Beta Phi

About Delta Kappa Epsilon

National History of DKE
                

                 Each year at Yale University during the 1840's, certain members of the sophomore class were elected to two junior societies, Alpha Delta Phi and Psi Upsilon. In the spring of 1844, due to undergraduate politics and a division in the sophomore class, a number of men of high character and scholastic attainment did not receive bids from the two societies. So unfair, in fact, were the selections that some men who did receive bids promptly rejected them.

                 On Saturday, June 22, 1844, fifteen Yale sophomores, rejecting the status quo, met and formed a new junior society they called Delta Kappa Epsilon. Very quickly DKE became more than just another junior society. Its predecessors' criterion of academic distinction, while still highly respected, was expanded to include the qualities of good fellowship and compatible tastes and interests and thus attracted a wider range of prospective members. More fraternal than its rival societies, DKE proceeded to recruit men who combine "in equal proportions the gentleman, the scholar, and the jolly good fellow" -- criteria that have remained unchanged to this day.

                 We are proud of our fraternity and the more than 70,000 men who have become our brothers since DKE was founded in 1844. Dekes come from every walk of life. Many have gone on to distinguish themselves in politics, the arts, sciences, sports, education, and the humanities. Five U.S. Presidents have been Dekes, more than any other any fraternity. The first man to reach the North Pole was a Deke, and a Deke has carried our flag to the moon. In every corner of the world you will meet fellow Dekes, but whatever their background or station in life, all are united by the shared experience of membership in DKE.

A Few Important Dates in DKE History

· June 22, 1844 - National Founding at Yale

· 1854 - The world's first fraternity lodge was built by the Lambda chapter of DKE at Kenyon University in Gambier, Ohio

· March 14, 1881, Brother Rutherford B. Hayes of DKE's Delta Chi chapter at Cornell University became the 19th President of the United States and the first President to belong to a greek organization.

· 1901 - Theodore Roosevelt, a Deke from Harvard, became the second Deke to become U.S. President

· April 6, 1909 - Robert Peary from Bowdoin's Theta chapter of DKE carried a Deke flag to the North Pole as he was the first to reach the Pole.

· November 19, 1969 - Alan Bean, a Deke from the University of Texas, planted a Deke flag on the moon as the fourth man to walk on the moon.

· 1974 - Gerald Ford became the third Deke in the White House.

· January 20, 1989 - George H.W. Bush from DKE's mother chapter, Phi at Yale, became DKE's fourth U.S. President

January 2000 - George W. Bush followed in the DKE tradition as our fraternity's fifth President.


Reproduce the listing that follows character for character, excluding its pictures.

━━━━━━━━

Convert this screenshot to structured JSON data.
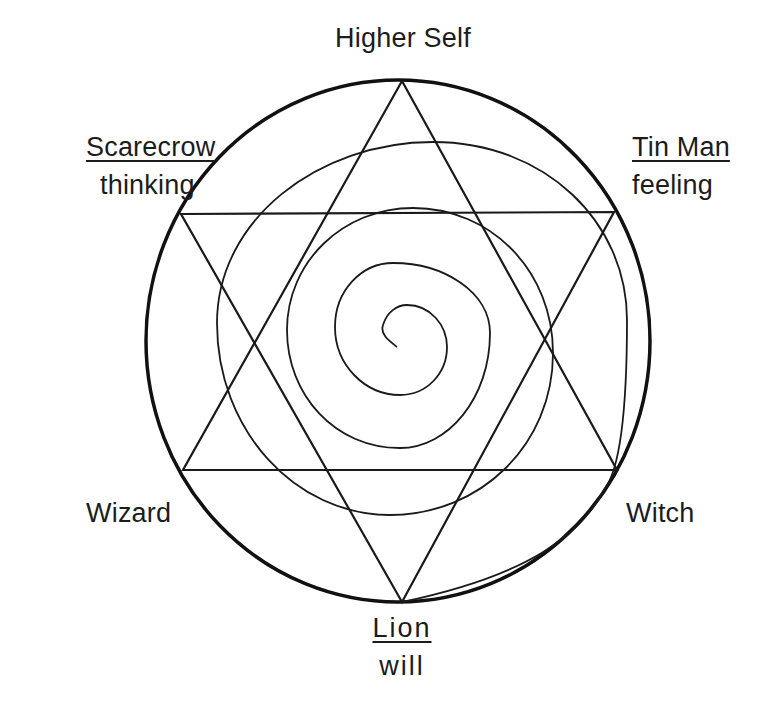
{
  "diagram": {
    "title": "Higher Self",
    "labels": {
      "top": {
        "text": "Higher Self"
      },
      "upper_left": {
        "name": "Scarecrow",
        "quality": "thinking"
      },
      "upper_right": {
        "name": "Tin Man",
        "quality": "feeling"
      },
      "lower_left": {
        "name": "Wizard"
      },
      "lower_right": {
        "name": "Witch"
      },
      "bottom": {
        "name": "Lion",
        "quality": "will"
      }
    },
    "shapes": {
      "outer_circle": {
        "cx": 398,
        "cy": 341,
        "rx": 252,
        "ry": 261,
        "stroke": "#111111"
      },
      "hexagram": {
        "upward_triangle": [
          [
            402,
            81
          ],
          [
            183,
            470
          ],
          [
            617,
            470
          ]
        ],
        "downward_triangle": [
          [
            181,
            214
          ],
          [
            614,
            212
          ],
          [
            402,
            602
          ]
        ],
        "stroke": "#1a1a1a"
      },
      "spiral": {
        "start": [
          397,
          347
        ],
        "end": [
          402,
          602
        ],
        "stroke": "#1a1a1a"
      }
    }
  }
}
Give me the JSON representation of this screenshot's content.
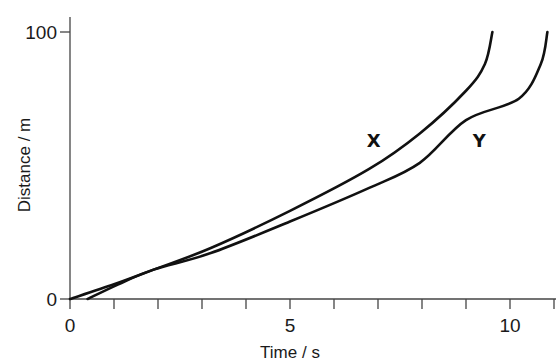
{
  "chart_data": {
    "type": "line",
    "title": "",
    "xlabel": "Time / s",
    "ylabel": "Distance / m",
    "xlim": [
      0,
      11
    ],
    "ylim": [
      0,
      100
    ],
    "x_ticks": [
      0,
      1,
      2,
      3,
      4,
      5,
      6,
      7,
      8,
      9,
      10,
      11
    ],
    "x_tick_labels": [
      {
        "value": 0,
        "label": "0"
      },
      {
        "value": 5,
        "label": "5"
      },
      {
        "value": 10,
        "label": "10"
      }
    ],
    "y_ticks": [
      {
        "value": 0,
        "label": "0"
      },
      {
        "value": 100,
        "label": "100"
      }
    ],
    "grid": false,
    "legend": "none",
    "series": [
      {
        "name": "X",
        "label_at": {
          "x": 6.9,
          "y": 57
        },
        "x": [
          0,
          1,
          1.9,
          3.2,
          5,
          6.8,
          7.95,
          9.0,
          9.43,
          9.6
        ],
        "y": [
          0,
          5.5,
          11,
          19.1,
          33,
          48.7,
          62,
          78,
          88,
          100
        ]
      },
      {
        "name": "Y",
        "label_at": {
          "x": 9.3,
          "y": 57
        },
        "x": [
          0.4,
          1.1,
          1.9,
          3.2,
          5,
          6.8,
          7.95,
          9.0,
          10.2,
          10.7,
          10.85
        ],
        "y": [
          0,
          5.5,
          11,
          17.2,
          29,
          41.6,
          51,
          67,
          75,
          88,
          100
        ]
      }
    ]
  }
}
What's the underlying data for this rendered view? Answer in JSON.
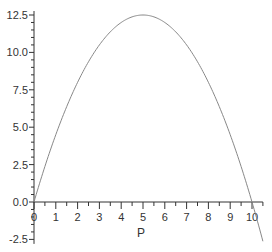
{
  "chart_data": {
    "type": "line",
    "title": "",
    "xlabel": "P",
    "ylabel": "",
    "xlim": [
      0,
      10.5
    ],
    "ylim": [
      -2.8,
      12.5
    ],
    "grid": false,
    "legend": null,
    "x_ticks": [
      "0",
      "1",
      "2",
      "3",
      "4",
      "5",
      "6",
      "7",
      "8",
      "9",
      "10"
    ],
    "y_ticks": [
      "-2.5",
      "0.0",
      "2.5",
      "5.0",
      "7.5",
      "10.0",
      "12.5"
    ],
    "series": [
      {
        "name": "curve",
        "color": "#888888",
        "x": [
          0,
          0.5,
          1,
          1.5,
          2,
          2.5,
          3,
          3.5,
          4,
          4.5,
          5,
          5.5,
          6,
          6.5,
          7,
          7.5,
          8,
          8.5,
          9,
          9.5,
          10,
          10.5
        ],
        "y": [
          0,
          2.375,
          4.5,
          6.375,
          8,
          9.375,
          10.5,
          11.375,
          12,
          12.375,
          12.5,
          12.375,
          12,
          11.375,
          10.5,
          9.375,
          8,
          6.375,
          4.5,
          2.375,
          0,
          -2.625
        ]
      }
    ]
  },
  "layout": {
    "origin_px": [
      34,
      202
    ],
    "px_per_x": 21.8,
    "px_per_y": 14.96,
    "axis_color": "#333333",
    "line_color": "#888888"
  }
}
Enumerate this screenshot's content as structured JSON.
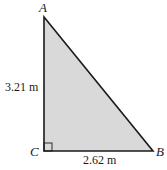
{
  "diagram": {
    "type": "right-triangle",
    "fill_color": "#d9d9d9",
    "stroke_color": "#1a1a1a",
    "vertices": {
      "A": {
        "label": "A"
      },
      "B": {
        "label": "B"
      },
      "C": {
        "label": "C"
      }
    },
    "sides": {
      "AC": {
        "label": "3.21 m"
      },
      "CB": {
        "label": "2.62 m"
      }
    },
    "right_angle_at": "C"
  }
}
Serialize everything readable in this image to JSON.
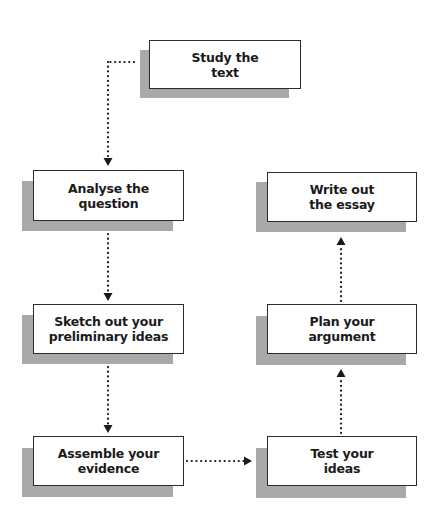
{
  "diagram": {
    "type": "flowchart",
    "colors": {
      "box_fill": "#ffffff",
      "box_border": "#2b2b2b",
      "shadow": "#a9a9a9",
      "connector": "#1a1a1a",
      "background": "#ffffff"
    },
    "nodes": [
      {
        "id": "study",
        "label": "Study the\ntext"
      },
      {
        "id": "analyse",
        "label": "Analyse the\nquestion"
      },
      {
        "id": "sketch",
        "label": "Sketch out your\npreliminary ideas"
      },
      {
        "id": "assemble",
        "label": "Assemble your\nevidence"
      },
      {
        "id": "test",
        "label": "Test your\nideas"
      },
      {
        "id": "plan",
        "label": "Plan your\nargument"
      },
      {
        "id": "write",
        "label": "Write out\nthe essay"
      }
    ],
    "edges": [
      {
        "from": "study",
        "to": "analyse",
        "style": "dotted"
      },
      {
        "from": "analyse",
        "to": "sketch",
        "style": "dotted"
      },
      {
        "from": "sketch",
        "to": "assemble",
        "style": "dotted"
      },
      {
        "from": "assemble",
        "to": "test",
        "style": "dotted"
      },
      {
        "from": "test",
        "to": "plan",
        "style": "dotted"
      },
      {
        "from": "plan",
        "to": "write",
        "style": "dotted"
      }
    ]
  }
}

━━━━━━━━

_RESPONSE TO THIS TASK_.
Convert this screenshot to structured JSON data.
{
  "diagram": {
    "title": "Higher Self",
    "labels": {
      "top": {
        "text": "Higher Self"
      },
      "upper_left": {
        "name": "Scarecrow",
        "quality": "thinking"
      },
      "upper_right": {
        "name": "Tin Man",
        "quality": "feeling"
      },
      "lower_left": {
        "name": "Wizard"
      },
      "lower_right": {
        "name": "Witch"
      },
      "bottom": {
        "name": "Lion",
        "quality": "will"
      }
    },
    "shapes": {
      "outer_circle": {
        "cx": 398,
        "cy": 341,
        "rx": 252,
        "ry": 261,
        "stroke": "#111111"
      },
      "hexagram": {
        "upward_triangle": [
          [
            402,
            81
          ],
          [
            183,
            470
          ],
          [
            617,
            470
          ]
        ],
        "downward_triangle": [
          [
            181,
            214
          ],
          [
            614,
            212
          ],
          [
            402,
            602
          ]
        ],
        "stroke": "#1a1a1a"
      },
      "spiral": {
        "start": [
          397,
          347
        ],
        "end": [
          402,
          602
        ],
        "stroke": "#1a1a1a"
      }
    }
  }
}
Give me the JSON representation of this screenshot's content.
{
  "chart_data": {
    "type": "line",
    "title": "",
    "xlabel": "Time / s",
    "ylabel": "Distance / m",
    "xlim": [
      0,
      11
    ],
    "ylim": [
      0,
      100
    ],
    "x_ticks": [
      0,
      1,
      2,
      3,
      4,
      5,
      6,
      7,
      8,
      9,
      10,
      11
    ],
    "x_tick_labels": [
      {
        "value": 0,
        "label": "0"
      },
      {
        "value": 5,
        "label": "5"
      },
      {
        "value": 10,
        "label": "10"
      }
    ],
    "y_ticks": [
      {
        "value": 0,
        "label": "0"
      },
      {
        "value": 100,
        "label": "100"
      }
    ],
    "grid": false,
    "legend": "none",
    "series": [
      {
        "name": "X",
        "label_at": {
          "x": 6.9,
          "y": 57
        },
        "x": [
          0,
          1,
          1.9,
          3.2,
          5,
          6.8,
          7.95,
          9.0,
          9.43,
          9.6
        ],
        "y": [
          0,
          5.5,
          11,
          19.1,
          33,
          48.7,
          62,
          78,
          88,
          100
        ]
      },
      {
        "name": "Y",
        "label_at": {
          "x": 9.3,
          "y": 57
        },
        "x": [
          0.4,
          1.1,
          1.9,
          3.2,
          5,
          6.8,
          7.95,
          9.0,
          10.2,
          10.7,
          10.85
        ],
        "y": [
          0,
          5.5,
          11,
          17.2,
          29,
          41.6,
          51,
          67,
          75,
          88,
          100
        ]
      }
    ]
  }
}
What's the underlying data for this rendered view? Answer in JSON.
{
  "chart_data": {
    "type": "line",
    "title": "",
    "xlabel": "P",
    "ylabel": "",
    "xlim": [
      0,
      10.5
    ],
    "ylim": [
      -2.8,
      12.5
    ],
    "grid": false,
    "legend": null,
    "x_ticks": [
      "0",
      "1",
      "2",
      "3",
      "4",
      "5",
      "6",
      "7",
      "8",
      "9",
      "10"
    ],
    "y_ticks": [
      "-2.5",
      "0.0",
      "2.5",
      "5.0",
      "7.5",
      "10.0",
      "12.5"
    ],
    "series": [
      {
        "name": "curve",
        "color": "#888888",
        "x": [
          0,
          0.5,
          1,
          1.5,
          2,
          2.5,
          3,
          3.5,
          4,
          4.5,
          5,
          5.5,
          6,
          6.5,
          7,
          7.5,
          8,
          8.5,
          9,
          9.5,
          10,
          10.5
        ],
        "y": [
          0,
          2.375,
          4.5,
          6.375,
          8,
          9.375,
          10.5,
          11.375,
          12,
          12.375,
          12.5,
          12.375,
          12,
          11.375,
          10.5,
          9.375,
          8,
          6.375,
          4.5,
          2.375,
          0,
          -2.625
        ]
      }
    ]
  },
  "layout": {
    "origin_px": [
      34,
      202
    ],
    "px_per_x": 21.8,
    "px_per_y": 14.96,
    "axis_color": "#333333",
    "line_color": "#888888"
  }
}
Enumerate this screenshot's content as structured JSON.
{
  "diagram": {
    "type": "right-triangle",
    "fill_color": "#d9d9d9",
    "stroke_color": "#1a1a1a",
    "vertices": {
      "A": {
        "label": "A"
      },
      "B": {
        "label": "B"
      },
      "C": {
        "label": "C"
      }
    },
    "sides": {
      "AC": {
        "label": "3.21 m"
      },
      "CB": {
        "label": "2.62 m"
      }
    },
    "right_angle_at": "C"
  }
}
Serialize everything readable in this image to JSON.
{
  "diagram": {
    "type": "flowchart",
    "colors": {
      "box_fill": "#ffffff",
      "box_border": "#2b2b2b",
      "shadow": "#a9a9a9",
      "connector": "#1a1a1a",
      "background": "#ffffff"
    },
    "nodes": [
      {
        "id": "study",
        "label": "Study the\ntext"
      },
      {
        "id": "analyse",
        "label": "Analyse the\nquestion"
      },
      {
        "id": "sketch",
        "label": "Sketch out your\npreliminary ideas"
      },
      {
        "id": "assemble",
        "label": "Assemble your\nevidence"
      },
      {
        "id": "test",
        "label": "Test your\nideas"
      },
      {
        "id": "plan",
        "label": "Plan your\nargument"
      },
      {
        "id": "write",
        "label": "Write out\nthe essay"
      }
    ],
    "edges": [
      {
        "from": "study",
        "to": "analyse",
        "style": "dotted"
      },
      {
        "from": "analyse",
        "to": "sketch",
        "style": "dotted"
      },
      {
        "from": "sketch",
        "to": "assemble",
        "style": "dotted"
      },
      {
        "from": "assemble",
        "to": "test",
        "style": "dotted"
      },
      {
        "from": "test",
        "to": "plan",
        "style": "dotted"
      },
      {
        "from": "plan",
        "to": "write",
        "style": "dotted"
      }
    ]
  }
}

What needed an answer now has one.